During a wellness assessment marking the beginning of his involvement in a pilot project of new approach to primary care, Eugene Celis was asked what was important to him about his health.
He thought of his two young daughters, and said: "Being able to see my grandchildren. Being active. Always being able to travel."
Though it's what a lot of people might say, the project, called Humanwide, helped him see a way toward reaching those goals, even when faced with a family history of heart disease, diabetes and strokes.
An article about the project, and Celis' journey, is one of several in the latest issue of Stanford Medicine magazine, which explores how Stanford Medicine's focus on detecting disease earlier, strengthening patient-provider relationships and deploying the latest health technology enhances value in medicine.

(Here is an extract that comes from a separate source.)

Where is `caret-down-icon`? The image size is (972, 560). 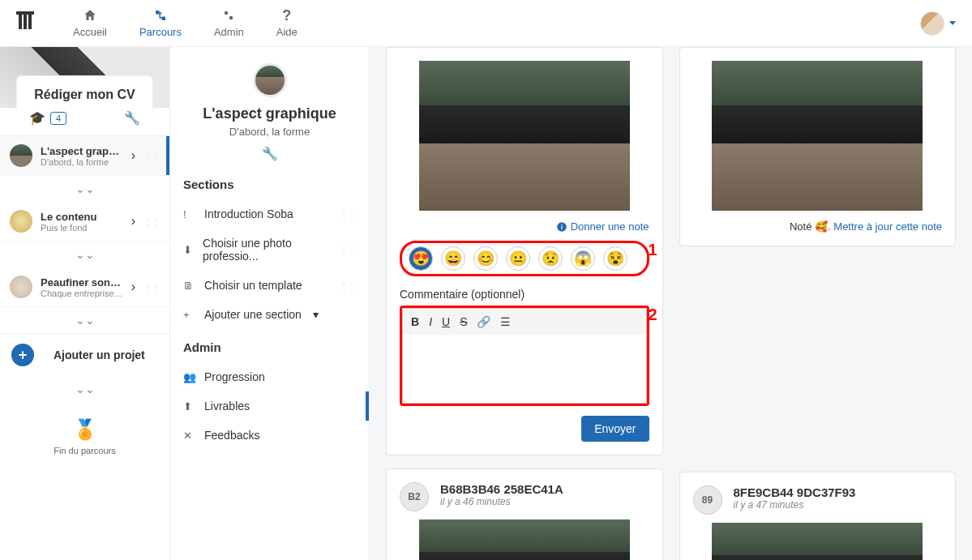
caret-down-icon is located at coordinates (953, 23).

"Personalized medicine means we can modify care down to an individual's genome," Dean Lloyd Minor, MD said in his letter introducing the issue. "And a better understanding of the social determinants of health -- everything from our behavior to our environment -- means we have the opportunity and duty to treat each person individually."

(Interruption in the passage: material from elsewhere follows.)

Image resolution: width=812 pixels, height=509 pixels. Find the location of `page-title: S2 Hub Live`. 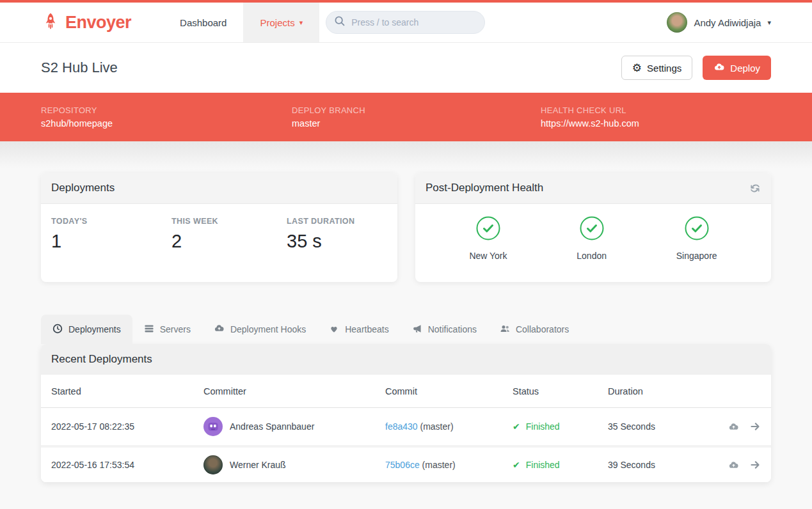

Stories in the issue include:
- Through Humanwide, clinicians and patients worked together -- using information from genetic screenings, at-home digital monitoring devices and detailed wellness assessments -- to better prevent, predict and cure disease for everyone.

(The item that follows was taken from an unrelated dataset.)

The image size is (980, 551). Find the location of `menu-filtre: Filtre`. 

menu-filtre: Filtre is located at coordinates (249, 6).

- A Stanford informatics service harnesses health data from millions of patient records to provide the ultimate consult when a physician is stumped by a patient's case.
- Initiatives to battle physician burnout aim to increase professional fulfillment by improving their work experiences and work-life integration. Also, Stanford's chief wellness officer Tait Shanafelt, MD, discusses the issue in a podcast with Paul Costello.
- New Stanford Hospital emergency protocol drastically cuts the time it takes give stroke patients a treatment that can save their lives, their independence, and health care costs.
- Stanford mathematicians used statistical and computational data to simulate changes at one outpatient pediatric clinic to increase patient capacity without comprising care.
- The Stanford Biobank underwent a high-tech revamp and its new approach is bridging the gap between the latest biomedical research and patient care.
- A virtual reality training program is helping physicians better manage difficult conversations with patients and their families.
Also in this issue, the vision of a mesa in a scientist's dream changed the course of research into a deadly heart condition; and researchers found that the hormone vasopressin shows promise in helping children with autism socialize.